Answer:
FALSE
Explanation:
Joseph Beuys owns a vast and multiple artistic production expressed in the form of drawings, sculptures, actions, political, educational and various writings. His work sought to go beyond the boundaries that separated the various disciplines and offered a way to build integration thinking. Beuys saw his role of an artist as a teacher or shaman who could guide society in a new direction. Within this context, we find his expanded Concept of art, which led him, from the late 1960s, to elaborate the theory of Social Plastics, in which he defended the idea of art not only as an integral part of life, but as a shaper of art. social organization process:
<em>Social sculpture can be defined in how we shape and shape the world in which we live. It is sculpture seen as an evolutionary process where every human being is an artist1.</em>
If during the 1960s Beuys was concerned with making works that "presented" his Theory of Sculpture and the Extended Concept of Art, from the 1970s, the artist wanted to go further by introducing a vision of art expressed in all the areas of human life (Extended Concept of Art) that would act more directly "within" individuals, that is, artwork could make people aware that each human being is a potential creator and able to use this potential to shape the society in which they live. Beuys's concept of sculpture referred not only to sculpture as an object that would extend to all artistic manifestations (Sculpture Theory), but to all social organization.
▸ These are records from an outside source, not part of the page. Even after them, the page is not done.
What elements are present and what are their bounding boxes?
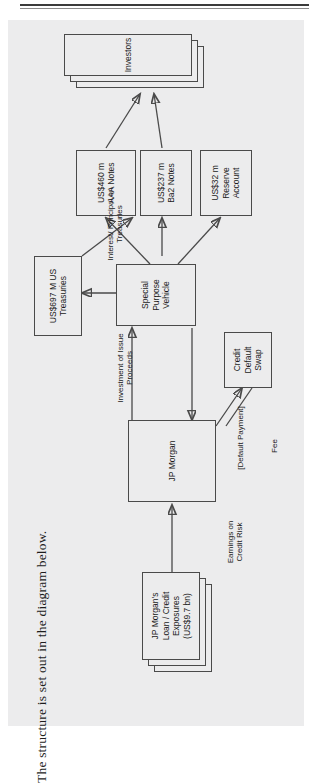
edge-label-fee-text: Fee [270, 439, 279, 453]
node-credit-default-swap-label: Credit Default Swap [232, 347, 264, 374]
node-ba2-notes: US$237 m Ba2 Notes [140, 150, 192, 216]
node-jp-morgan-label: JP Morgan [167, 441, 178, 482]
page-top-rule-thin [20, 8, 309, 9]
edge-label-investment-proceeds: Investment of Issue Proceeds [106, 320, 135, 416]
page-top-rule-thick [20, 4, 309, 6]
node-jp-morgan: JP Morgan [128, 420, 216, 502]
node-loan-exposures: JP Morgan's Loan / Credit Exposures (US$… [142, 572, 200, 660]
node-credit-default-swap: Credit Default Swap [224, 332, 272, 388]
edge-label-interest-principal: Interest/ Principal on Treasuries [96, 178, 125, 270]
scanned-page-body: The structure is set out in the diagram … [8, 20, 304, 726]
structure-diagram: Investors US$460 m AAA Notes US$237 m Ba… [20, 28, 304, 688]
node-reserve-account: US$32 m Reserve Account [200, 150, 252, 216]
diagram-canvas: Investors US$460 m AAA Notes US$237 m Ba… [20, 28, 304, 688]
edge-label-investment-proceeds-text: Investment of Issue Proceeds [116, 333, 135, 402]
node-ba2-notes-label: US$237 m Ba2 Notes [156, 163, 177, 203]
edge-label-earnings-credit-risk: Earnings on Credit Risk [216, 500, 245, 584]
edge-label-fee: Fee [260, 426, 279, 466]
edge-label-interest-principal-text: Interest/ Principal on Treasuries [106, 188, 125, 261]
node-investors-label: Investors [123, 38, 134, 73]
node-spv: Special Purpose Vehicle [116, 264, 196, 326]
node-spv-label: Special Purpose Vehicle [140, 279, 172, 311]
node-loan-exposures-label: JP Morgan's Loan / Credit Exposures (US$… [150, 592, 192, 641]
node-investors: Investors [64, 34, 192, 76]
node-us-treasuries-label: US$697 M US Treasuries [48, 269, 69, 323]
edge-label-earnings-credit-risk-text: Earnings on Credit Risk [226, 521, 245, 564]
node-reserve-account-label: US$32 m Reserve Account [210, 165, 242, 200]
edge-label-default-payment: [Default Payment] [226, 392, 245, 484]
node-us-treasuries: US$697 M US Treasuries [34, 256, 82, 336]
edge-label-default-payment-text: [Default Payment] [236, 406, 245, 470]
Culture, politics and education would be understood as social sculpture because they are malleable and moldable by human thought.
If with Beuys Sculpture Theory it exposed the passage from the fluid and chaotic state to the determined and organized state (through the physical reactions of material elements such as fat or wax when subjected to heat), then to draw a parallel between these reactions. and thought organization processes now expand this process to "social organization." From the 1970s, his works began to constantly seek a "public way", that is, the realization of public projects that would act directly on the social organism through the union of art with political and educational activities.